Watchers of David Lynch’s Twin Peaks: The Return will recognize this aesthetic move. Only, Lynch takes it one step further and actually provides quote-unquote “closure” in Part 17 of the 18-part series. Where Pynchon teases narrative conclusion, Lynch negates it by continuing past it. This is intimated by the names of the respective episodes themselves. Part 17 is titled “The Past Dictates the Future,” a strong affirmation of narrative-based conclusion. Part 18, conversely, is titled “What is Your Name?” — the beginning of an entirely new conversation. Part 17 ends the central conflict, and Part 18 reveals the conflict that was always behind the conflict, raising fundamental questions about the nature of the world Special Agent Dale Cooper has been navigating from the start.

And for Lynch, what is fundamental to this world-reset is that it is only a “reset” for the subject who experiences it. Remember, the deficiency in one’s relations is a deficiency in oneself. The alienation is inside us. If we discovered the gravity particle tomorrow and our entire view of the universe changed, causing us to ask even more terrifying questions and to reevaluate old answers that no longer make sense, we obviously would not say the universe itself has changed. It was always like this, and the signs were always there. This is how Lynch treats his film worlds. There is always an immanent subject, connected to and part of a world they participate in narratively unraveling. And there is nothing Lynch loves more than finding an answer that presupposes new questions and recontextualizes all the old answers you thought were safe.
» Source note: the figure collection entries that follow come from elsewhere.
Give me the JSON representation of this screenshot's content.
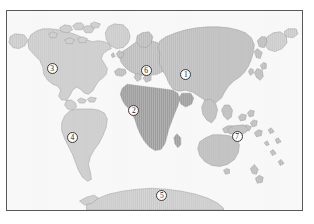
{
  "figure": {
    "type": "world-map",
    "frame": {
      "border_color": "#58585a",
      "background_color": "#f7f7f7"
    },
    "projection": "robinson"
  },
  "colors": {
    "ocean": "#f7f7f7",
    "land_light": "#cacaca",
    "land_medium": "#bcbcbc",
    "land_dark": "#9c9c9c",
    "coastline": "#8a8a8c",
    "frame": "#58585a",
    "marker_fill": "#fdfdfd",
    "marker_border": "#3a3a3c",
    "marker_text": "#1c1c1e"
  },
  "markers": [
    {
      "id": "asia",
      "label": "1",
      "x": 60.6,
      "y": 32.0,
      "region": "Asia"
    },
    {
      "id": "africa",
      "label": "2",
      "x": 43.0,
      "y": 49.8,
      "region": "Africa"
    },
    {
      "id": "north-america",
      "label": "3",
      "x": 15.3,
      "y": 29.0,
      "region": "North America"
    },
    {
      "id": "south-america",
      "label": "4",
      "x": 22.2,
      "y": 63.5,
      "region": "South America"
    },
    {
      "id": "antarctica",
      "label": "5",
      "x": 52.5,
      "y": 92.5,
      "region": "Antarctica"
    },
    {
      "id": "europe",
      "label": "6",
      "x": 47.2,
      "y": 29.8,
      "region": "Europe"
    },
    {
      "id": "oceania",
      "label": "7",
      "x": 78.0,
      "y": 63.0,
      "region": "Oceania"
    }
  ]
}
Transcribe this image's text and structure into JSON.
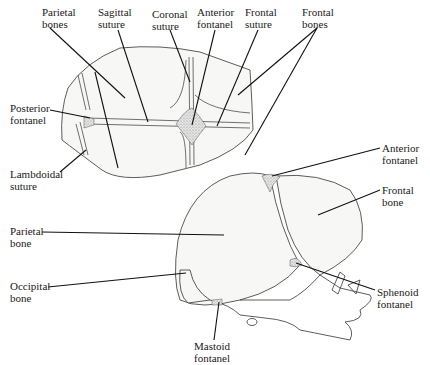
{
  "figure": {
    "views": [
      "superior view",
      "lateral view"
    ]
  },
  "labels": {
    "top_view": {
      "parietal_bones": [
        "Parietal",
        "bones"
      ],
      "sagittal_suture": [
        "Sagittal",
        "suture"
      ],
      "coronal_suture": [
        "Coronal",
        "suture"
      ],
      "anterior_fontanel": [
        "Anterior",
        "fontanel"
      ],
      "frontal_suture": [
        "Frontal",
        "suture"
      ],
      "frontal_bones": [
        "Frontal",
        "bones"
      ],
      "posterior_fontanel": [
        "Posterior",
        "fontanel"
      ],
      "lambdoidal_suture": [
        "Lambdoidal",
        "suture"
      ]
    },
    "side_view": {
      "anterior_fontanel": [
        "Anterior",
        "fontanel"
      ],
      "frontal_bone": [
        "Frontal",
        "bone"
      ],
      "parietal_bone": [
        "Parietal",
        "bone"
      ],
      "occipital_bone": [
        "Occipital",
        "bone"
      ],
      "sphenoid_fontanel": [
        "Sphenoid",
        "fontanel"
      ],
      "mastoid_fontanel": [
        "Mastoid",
        "fontanel"
      ]
    }
  }
}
And this brings us, astonishingly, to Tim Robinson. He and other post-reality comedians (see: Nathan Fielder, Conner O’Malley) have jimmied their way into specific veins of the American zeitgeist. But in his new(ish) HBO show, The Chair Company, Robinson positions himself alongside the likes of Lynch and Pynchon in the very specific way addressed here. Indeed, I am not making the blanket statement that Robinson’s show is “Lynchian” in a visual or surrealist sense. Benny Safdie and Nathan Fielder’s The Curse fits that bill more strongly. No, the affinity The Chair Company has with Twin Peaks: The Return and The Crying of Lot 49 is again in how it deals with alienation. And here it is also significant to mention: all three of these works are funny. In a sense, Robinson merely picks up where the others leave off and makes the entire enterprise of chasing meaning the joke.

But be careful. Because again, it would be unwise to walk away with the message that there is no meaning at all, or that it is pointless to chase it. Again, the The Chair Company captures the opposite: there is an excess in meaning and it is the point to chase it. But it’s funny that it has to be like that. The punchline is not us, the viewer, for ever having hoped for meaning. The punchline is the world, who always rips another gut punch and says “fuck you, here’s some more” before you kindly ask for another. And Robinson makes this clear in exactly the same way Lynch does. In the penultimate episode of the series, there is again that ominous quote-unquote “closure.” Only this time we are meant to laugh at how cleanly it all wraps up. The protagonist and central “detective,” Ron, smile-cries into a mirror over his wife’s shoulder for way too long, self-satisfied, happy, complete. And that is the central joke to the entire show. Not that meaning doesn’t exist, but that there is always more. And even when we think we are done searching, we are foolishly lying to ourselves. Why else was Ron staring into his own crying eyes in the mirror? He was convincing himself it was over, but the reflection was lies. Thus, another episode follows, and the nature of the mystery reveals itself to be even more insane than Ron could have ever imagined. The world is excess, and the subject is lack.

For Pynchon, the experience is confusing and paranoid. For Lynch, it is beautiful. For Robinson, it is downright hilarious.